Recommended by: Stephen Chanock,National Cancer Institute
Ludmila Prokunina-Olsson could have been a plant geneticist. Both of her parents worked as plant geneticists in Siberia in Russia, where she was born, and at age 16 she started working as a laboratory assistant in a plant genetics lab. But, she says, human genetics always held more appeal. "Plant genetics was something I could do immediately, but human genetics and the genetics of human diseases were always more interesting to me," she says.
That interest took her from Siberia to Moscow State University, then to Uppsala University in Sweden, and to the US, where she worked for three years with Francis Collins at the National Human Genome Research Institute. "His approach was, if you can convince me of a project, you can do it," Prokunina-Olsson says of Collins. "That is something that I am now trying to do with my fellows. Tell me this project is meaningful and interesting, and if you can convince me of it, let's do it."
Now an investigator at NCI, Prokunina-Olsson describes her focus as trying to put findings from genome-wide association studies in a biological context so that they can be applied in a clinical setting. "We work downstream from GWAS," she says. "The primary goal of my research is to identify the functional links between these genetic associations and molecular phenotypes, especially those that can be directly translated in new clinical tools."
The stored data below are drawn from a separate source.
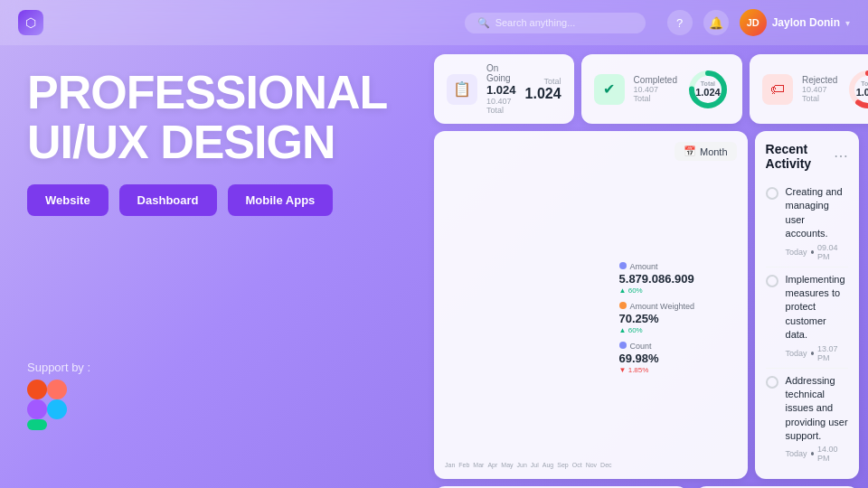 This screenshot has height=488, width=868. What do you see at coordinates (817, 213) in the screenshot?
I see `activity-text-1: Creating and managing user accounts.` at bounding box center [817, 213].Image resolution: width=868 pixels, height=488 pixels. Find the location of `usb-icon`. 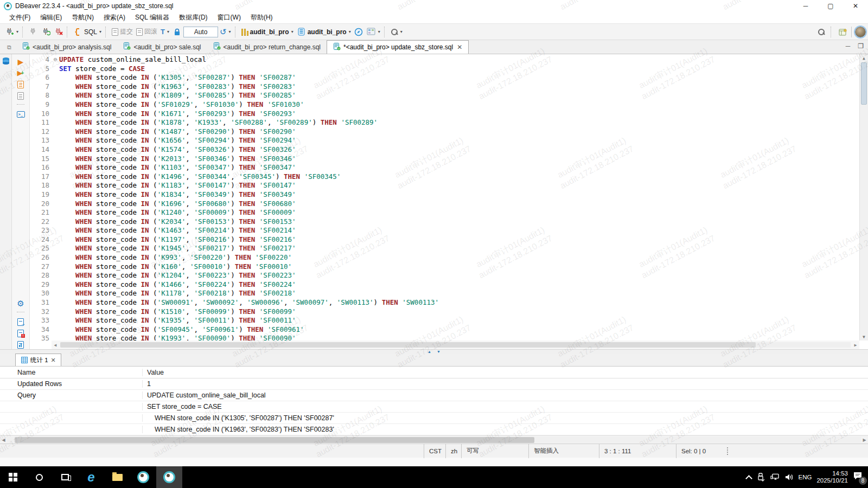

usb-icon is located at coordinates (761, 477).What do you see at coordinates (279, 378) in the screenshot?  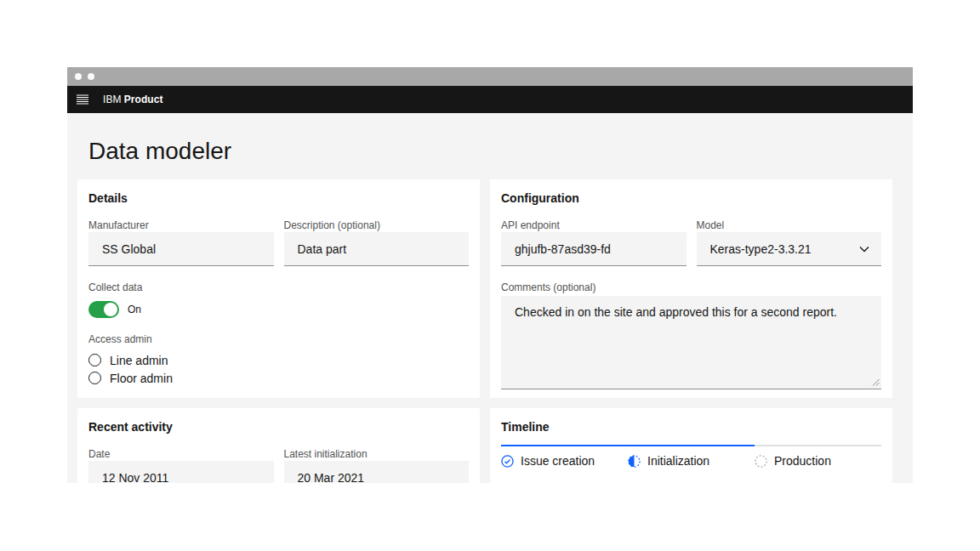 I see `radio-option-floor-admin: Floor admin` at bounding box center [279, 378].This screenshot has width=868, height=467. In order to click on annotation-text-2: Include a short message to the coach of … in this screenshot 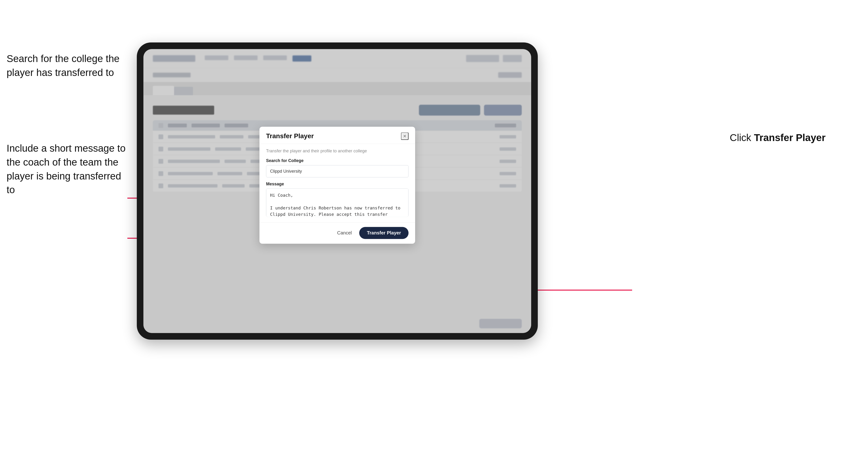, I will do `click(68, 169)`. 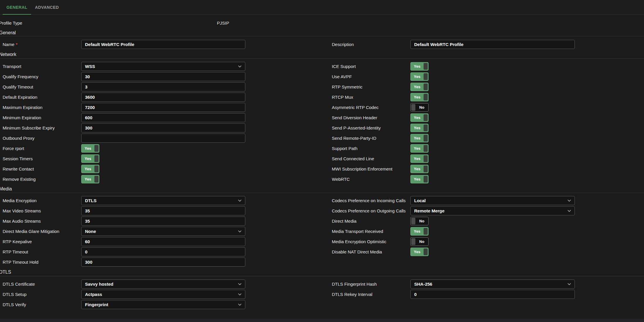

Because GWAS have produced so much data, Prokunina-Olsson says her chief challenge is deciding what is important and setting priorities. "We can't possibly follow up on all of these interesting findings," she says. "I wish we could have more people doing this work, more hands, more approaches. There is so much information out there that we have to sort through the data to find the gold."
Looking ahead
Prokunina-Olsson says there is value in doing additional research on GWAS findings. "You can't take GWAS data and make quick judgments about what is useful and not useful," she says. "There are other technologies as exome and whole-genome sequencing, which are already generating a lot of data and interesting discoveries. These technologies are complementary to GWAS and don't have to compete. After all, we have to get through the same bottleneck of molecular and biological interpretation of these signals, no matter which method got us there."
And the Nobel goes to…
Prokunina-Olsson says that she would like to win the Nobel Prize for Medicine for the work she has done on the hepatitis C virus. And because she "misses Europe terribly," she probably wouldn't skip the awards ceremony in Stockholm.